Thursday, May 22, 2008

18th May 2008 Teaching Salsa @Wolfson College, Oxford.

Ten years ago a very intelligent trainee salsa teacher asked me a simple question, "where is beat one?" His name was Nicholas Marquez-Grant, I call him Nic, and I'm pretty sure that he wasn't aware of the sequence of events that he would set in motion.

I recall sitting with him on some stools in the University of Sheffield Union of Students' Raynor Lounge, listening to salsa music issuing from a CD player, indicating where the start of the dance cycle was, whilst the rest of the trainees were practising their bolero walks. It was a frustrating experience for him and me both, and I realised that I was trying to help him acquire timing, not teaching him. It exposed, in the most unkind of fashions, my lack of knowledge.

In the summer of that year, I bought my first set of congas and I began to teach myself to play. One year later, after I'd acquired a set of bongó and a range of hand percussion and learned to play them as well, I began the first of a series of AfroCuban percussion workshops. Three months following that, the band which would eventually become known as 4 de Diciembre was formed.

And in all this time, Nic had been moving on after finishing his degree in Sheffield, but we did keep in sporadic touch. He eventually ended up in Oxford, where amongst other things, he began salsa classes at Wolfson College in 2005. Nic always had it in his mind for me to visit Oxford; to see the sights, be a house-guest and perhaps a salsa-teacher-guest. And it wasn't until last weekend that our schedules coincided enough for that to happen.

Nick, Nico, Federica and Loo
(enough about 'roses and thorns')

Photograph
©Copyright 2006 Federica Ferlanti. All Rights Reserved.


My Sunday class at Wolfson's Haldane Room was booked from seven through ten in the evening, and we'd already been in much discussion beforehand about what Nic thought would be useful for his students to learn: ear-training, use of rhythm, and different types of movement. The content and the timeframe was ambitious - I've conducted similiar workshops before, albeit with much less content and more time for practice. But given that this was a one-off masterclass, we both agreed that this would be the best way to go.

The ear-training workshop has got a very different learning paradigm; students of salsa are accustomed to entering a class and working on physical skills, and many find a change to the abstract and non-physical quite disorienting. It is the greatest potential hurdle to the workshop's successful attendee buy-in.

The turnout was just right for the room size and comprised of salseros from Bea's Oxford University Dancesport Club salsa group as well as Nic's classes. In the first half of the workshop we covered: the standard set of rhythms, backbeat (tumbao moderno) and pulse (hand percussion); rhythmic agreement and complement; and ear-training. Then I encountered phenomena which I recognised from teaching the Salsa & Merengue Society's Teachers Training Group of yore, but for the first time outside of it...

Firstly, the dancers were capable of absorbing much more information before they began to saturate; secondly, they were able to focus and sustain a quality of practice; and thirdly, there was evidence of assimilation and extrapolation based on the questions they asked. So when the conventional end-point was reached, there was still enough in the tank for us to push on to understanding the meaning of "attack" (in the context of early, middle, and late beat) and its relevance to the regional music and dance styles. After a short break, we touched on biomechanics in movement and compared the general regional postures of Eastern and Western Cuba.

My main regret about doing workshops like these is the lack of follow-through. I would have loved to go on to clave, polyrhythmic expression, and to have provided enough supervised practice time. As it was, by the time we finished the only place we could find food was the-now-soon-to-be-legendary "Halal Munch", followed by a brief 30 minutes of dancing at Bar Risa.

I conducted an follow-up lesson two days later: an educator's perspective of salsa dancing in the acquired mode.

I don't travel much for leisure anymore, but I'm glad I did this time. Catching up with Nic, seeing Oxford through his eyes and meeting his friends were all great experiences. And working on salsa with such cognitively quick dancers also brought its own rewards. But most of all, I will remember last Sunday as the day I was finally able to answer an excellent question.

Loo Yen Yeo

1 comment:

  1. Interesting entry Loo. I teach new york salsa classes. I know a lot of students who have a hard time hearing the 1's and 2's. What methods do you use to do ear training?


ABOUT THIS TASK:
From the line that contains "identify all the" through the last line of the data, copy everything exactly and nothing else, omitting the pictures.

[DATA FOR PROCESSING — start]

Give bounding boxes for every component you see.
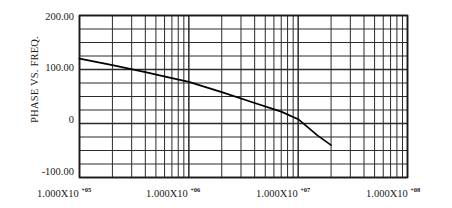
y-axis-title: PHASE VS. FREQ. [29,10,40,150]
x-tick-exponent: +06 [190,186,200,193]
phase-vs-frequency-chart: PHASE VS. FREQ. 200.00 100.00 0 -100.00 … [0,0,452,208]
y-tick-label-100: 100.00 [18,62,74,73]
y-tick-label-200: 200.00 [18,11,74,22]
x-tick-exponent: +08 [410,186,420,193]
x-tick-label-1e6: 1.000X10+06 [146,186,200,199]
y-tick-label-minus-100: -100.00 [14,166,74,177]
x-tick-mantissa: 1.000X10 [256,188,298,199]
x-tick-mantissa: 1.000X10 [366,188,408,199]
x-tick-exponent: +05 [81,186,91,193]
horizontal-gridlines [80,16,408,178]
x-tick-label-1e5: 1.000X10+05 [37,186,91,199]
x-tick-exponent: +07 [300,186,310,193]
x-tick-mantissa: 1.000X10 [37,188,79,199]
x-tick-label-1e7: 1.000X10+07 [256,186,310,199]
x-tick-label-1e8: 1.000X10+08 [366,186,420,199]
x-tick-mantissa: 1.000X10 [146,188,188,199]
y-tick-label-0: 0 [18,114,74,125]
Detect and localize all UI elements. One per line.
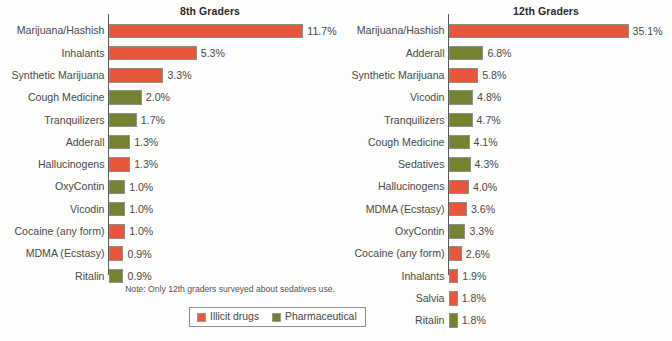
- bar-value-label: 4.8%: [477, 90, 501, 104]
- bar: [109, 246, 124, 261]
- bar-category-label: Cocaine (any form): [336, 246, 445, 260]
- bar-value-label: 3.3%: [469, 224, 493, 238]
- bar: [109, 90, 142, 105]
- chart-panel-12th-graders: 12th Graders Marijuana/Hashish35.1%Adder…: [336, 0, 672, 290]
- bar-row: Marijuana/Hashish11.7%: [0, 20, 336, 42]
- bar-value-label: 2.6%: [466, 247, 490, 261]
- bar-category-label: Hallucinogens: [0, 157, 105, 171]
- bar-category-label: Inhalants: [336, 269, 445, 283]
- bar-row: Hallucinogens1.3%: [0, 154, 336, 176]
- bar-row: Sedatives4.3%: [336, 154, 672, 176]
- bar-category-label: Cough Medicine: [336, 135, 445, 149]
- bar-row: Vicodin4.8%: [336, 87, 672, 109]
- bar: [449, 113, 473, 128]
- bar-category-label: OxyContin: [336, 224, 445, 238]
- bar-row: MDMA (Ecstasy)0.9%: [0, 243, 336, 265]
- bar: [109, 24, 304, 39]
- bar-value-label: 4.0%: [473, 180, 497, 194]
- bar-value-label: 1.0%: [129, 180, 153, 194]
- bar-row: Cocaine (any form)2.6%: [336, 243, 672, 265]
- bar-value-label: 3.6%: [471, 202, 495, 216]
- bar-row: Marijuana/Hashish35.1%: [336, 20, 672, 42]
- bar-category-label: Sedatives: [336, 157, 445, 171]
- bar: [449, 246, 462, 261]
- bar-rows-8th-graders: Marijuana/Hashish11.7%Inhalants5.3%Synth…: [0, 20, 336, 288]
- bar-category-label: Synthetic Marijuana: [336, 68, 445, 82]
- chart-title-8th-graders: 8th Graders: [120, 5, 300, 17]
- bar-row: Hallucinogens4.0%: [336, 176, 672, 198]
- bar: [449, 202, 467, 217]
- chart-title-12th-graders: 12th Graders: [456, 5, 636, 17]
- chart-panel-8th-graders: 8th Graders Marijuana/Hashish11.7%Inhala…: [0, 0, 336, 290]
- legend-item-illicit-drugs[interactable]: Illicit drugs: [197, 311, 259, 323]
- bar: [449, 24, 629, 39]
- bar-value-label: 1.9%: [462, 269, 486, 283]
- bar-row: Tranquilizers4.7%: [336, 109, 672, 131]
- bar-value-label: 3.3%: [167, 68, 191, 82]
- bar-row: Tranquilizers1.7%: [0, 109, 336, 131]
- bar-category-label: Ritalin: [0, 269, 105, 283]
- bar-value-label: 1.0%: [129, 224, 153, 238]
- bar-category-label: MDMA (Ecstasy): [336, 202, 445, 216]
- bar: [449, 224, 466, 239]
- bar-category-label: Cocaine (any form): [0, 224, 105, 238]
- bar: [449, 180, 470, 195]
- bar: [109, 135, 131, 150]
- bar: [449, 135, 470, 150]
- bar-row: Inhalants5.3%: [0, 42, 336, 64]
- bar: [109, 224, 126, 239]
- bar-row: Cough Medicine2.0%: [0, 87, 336, 109]
- bar: [109, 180, 126, 195]
- bar-value-label: 1.3%: [134, 135, 158, 149]
- bar-category-label: Vicodin: [336, 90, 445, 104]
- legend-label-pharmaceutical: Pharmaceutical: [285, 311, 357, 323]
- chart-figure: 8th Graders Marijuana/Hashish11.7%Inhala…: [0, 0, 672, 341]
- bar-value-label: 1.0%: [129, 202, 153, 216]
- bar-row: Vicodin1.0%: [0, 198, 336, 220]
- bar-value-label: 0.9%: [127, 247, 151, 261]
- bar: [109, 68, 164, 83]
- bar: [449, 90, 474, 105]
- bar-value-label: 35.1%: [633, 24, 663, 38]
- bar-category-label: Marijuana/Hashish: [336, 23, 445, 37]
- bar-row: Adderall6.8%: [336, 42, 672, 64]
- bar-category-label: Inhalants: [0, 46, 105, 60]
- bar-value-label: 2.0%: [146, 90, 170, 104]
- bar-row: MDMA (Ecstasy)3.6%: [336, 198, 672, 220]
- bar-category-label: Hallucinogens: [336, 179, 445, 193]
- bar-row: OxyContin1.0%: [0, 176, 336, 198]
- bar-value-label: 4.1%: [474, 135, 498, 149]
- legend-item-pharmaceutical[interactable]: Pharmaceutical: [272, 311, 357, 323]
- bar-row: Synthetic Marijuana5.8%: [336, 65, 672, 87]
- bar-row: OxyContin3.3%: [336, 221, 672, 243]
- bar-category-label: Vicodin: [0, 202, 105, 216]
- bar: [449, 157, 471, 172]
- bar-value-label: 11.7%: [307, 24, 336, 38]
- bar-value-label: 6.8%: [487, 46, 511, 60]
- bar: [109, 202, 126, 217]
- bar-value-label: 1.7%: [141, 113, 165, 127]
- bar-category-label: OxyContin: [0, 179, 105, 193]
- bar-category-label: Tranquilizers: [336, 113, 445, 127]
- bar-category-label: Adderall: [0, 135, 105, 149]
- bar-value-label: 1.3%: [134, 157, 158, 171]
- bar-value-label: 1.8%: [462, 313, 486, 327]
- bar-category-label: MDMA (Ecstasy): [0, 246, 105, 260]
- legend-swatch-illicit-icon: [197, 313, 206, 322]
- bar: [109, 46, 197, 61]
- bar-category-label: Adderall: [336, 46, 445, 60]
- legend-label-illicit-drugs: Illicit drugs: [210, 311, 259, 323]
- bar: [449, 46, 484, 61]
- bar-row: Synthetic Marijuana3.3%: [0, 65, 336, 87]
- bar-category-label: Synthetic Marijuana: [0, 68, 105, 82]
- bar-value-label: 5.3%: [201, 46, 225, 60]
- bar: [449, 68, 479, 83]
- chart-legend: Illicit drugs Pharmaceutical: [189, 307, 366, 327]
- bar-value-label: 4.7%: [477, 113, 501, 127]
- bar-value-label: 0.9%: [127, 269, 151, 283]
- bar-value-label: 1.8%: [462, 291, 486, 305]
- bar: [109, 269, 124, 284]
- bar-row: Adderall1.3%: [0, 131, 336, 153]
- bar-category-label: Cough Medicine: [0, 90, 105, 104]
- legend-swatch-pharmaceutical-icon: [272, 313, 281, 322]
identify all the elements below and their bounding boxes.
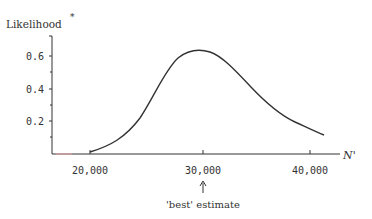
best-estimate-label: 'best' estimate <box>166 199 240 210</box>
y-axis-label-marker: * <box>70 12 75 22</box>
likelihood-chart: 0.6 0.4 0.2 20,000 30,000 40,000 Likelih… <box>0 0 372 219</box>
ytick-label-0.4: 0.4 <box>26 84 44 95</box>
best-estimate-arrow-icon <box>200 181 206 193</box>
x-axis-label: N' <box>342 149 356 162</box>
xtick-label-30000: 30,000 <box>185 165 221 176</box>
ytick-label-0.6: 0.6 <box>26 51 44 62</box>
xtick-label-20000: 20,000 <box>72 165 108 176</box>
likelihood-curve <box>90 50 324 152</box>
ytick-label-0.2: 0.2 <box>26 116 44 127</box>
x-ticks <box>90 150 310 154</box>
y-axis-label: Likelihood <box>6 18 62 30</box>
xtick-label-40000: 40,000 <box>292 165 328 176</box>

[DATA FOR PROCESSING — finish]

FINISHED TASK:
identify all the elements below and their bounding boxes.
best-estimate-label: 'best' estimate <box>166 199 240 210</box>
y-axis-label-marker: * <box>70 12 75 22</box>
likelihood-chart: 0.6 0.4 0.2 20,000 30,000 40,000 Likelih… <box>0 0 372 219</box>
ytick-label-0.4: 0.4 <box>26 84 44 95</box>
best-estimate-arrow-icon <box>200 181 206 193</box>
x-axis-label: N' <box>342 149 356 162</box>
xtick-label-30000: 30,000 <box>185 165 221 176</box>
ytick-label-0.6: 0.6 <box>26 51 44 62</box>
xtick-label-20000: 20,000 <box>72 165 108 176</box>
likelihood-curve <box>90 50 324 152</box>
ytick-label-0.2: 0.2 <box>26 116 44 127</box>
x-ticks <box>90 150 310 154</box>
y-axis-label: Likelihood <box>6 18 62 30</box>
xtick-label-40000: 40,000 <box>292 165 328 176</box>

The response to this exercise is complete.